Wars_to_come_tyrion_varys_pentosThe night may in fact be dark and full of terrors – but I don’t know about them.

As an avid, although forgetful, book reader, I’ve mostly known where the series was going thus far. I’ve known when Kings were going to topple, when brats were gonna get murdered, when weddings were going to turn red. The real surprise, and joy, of watching the series has been seeing what Benioff and Weiss DO with the source material – the way they tease themes out of it that were latent in the book, or the way they effectively condense the plots that wove throughout George R R Martin’s many, many pages. But the joy was not in the discovery of new information.

Until now. Although much of Season six of Game of Thrones will finish tying up loose ends that the book has already knotted, the very fact that we are so close to running out of book means that the show needs to start trotting uncovered ground (I am really running amock on my metaphors today). So while a couple of big plot events remain in my sights, the long game, as it were, is muddied, uncertain, and exciting.

Which brings me to the first episode of GOT, The Wars to Come, which is appropriately future minded. As per usual in an opening episode of GOT, it has to work overtime to check in with most of our major players. But unlike in past seasons, there’s a real narrative momentum to The Wars To Come.

We start with a truly fantastic Varys and Tyrion scene. Book fans with a more encyclopedic knowledge of the show can correct me, but I don’t remember Varys’ intentions being quite so explicit in the book. He wants whats best for the realm, and he thinks Tyrion does to. It reinforces the idea that Tyrion, for all his lover-and-father murdering is a good guy trying desperately not to be so. And it’s brilliantly written – funny, biting, and underscored by seasons of history and banter. It’s a perfect example of what the television show does well. It’s a scene that is immediately iconic, true to the characters, chock full of exposition, and moves the plot along.
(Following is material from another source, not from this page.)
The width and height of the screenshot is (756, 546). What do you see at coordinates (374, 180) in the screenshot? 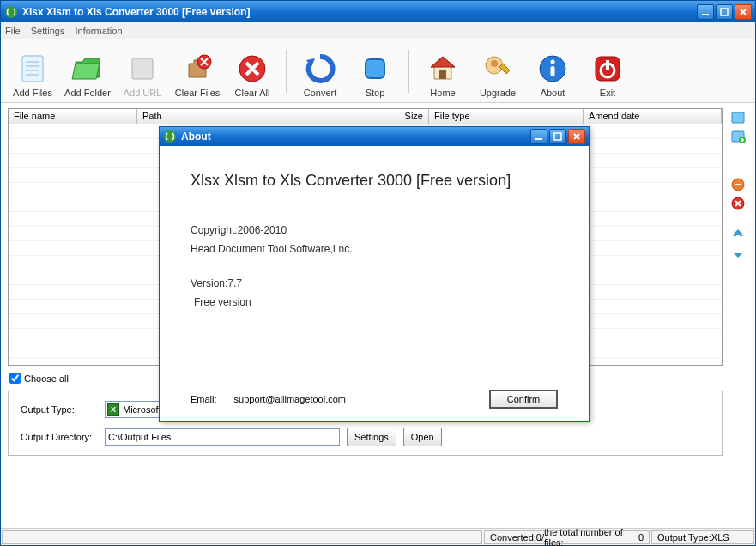
I see `about-title: Xlsx Xlsm to Xls Converter 3000 [Free ve…` at bounding box center [374, 180].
And not a boob in sight!

The other area in which the show really excels, especially in contrast to the book, is in its representation of Cersei. In the books, I struggled through her chapters. I cursed her name. But as crafted by Benioff and Weiss, and brought to life by Lena Heady, she’s sympathetic and cruel and hateable but wonderful. The beginning scene, the show’s first use of flashback, feature pitch perfect casting for young Cersei. I normally have very little patience for the show’s use of dream and prophecy (since they’re mostly distractions). This scene, featuring a local witch providing young Cersie with a damning look at her future, is pure perfection.

The Dany storyline is picking up some real narrative momentum, although that could just be the lingering effect of partial male nudity and dragon sightings (both surprisingly rare in the world of televised GOT). Although I have some sense of where we are going to end up here, the show has really kick started a story that too often felt sleepy in the books.

In all, this was a confident first episode that serves as a mission statement for a series that has already proven it can form its own identity. It suffered only marginally from premier-itis, and provided a healthy heaping of what made the show so good to begin with.

AUTHOR’S NOTES: Expect future installments of the GOT recaps to be more focused on the excitement of the episode, and less on the macro-implications of the show moving forward.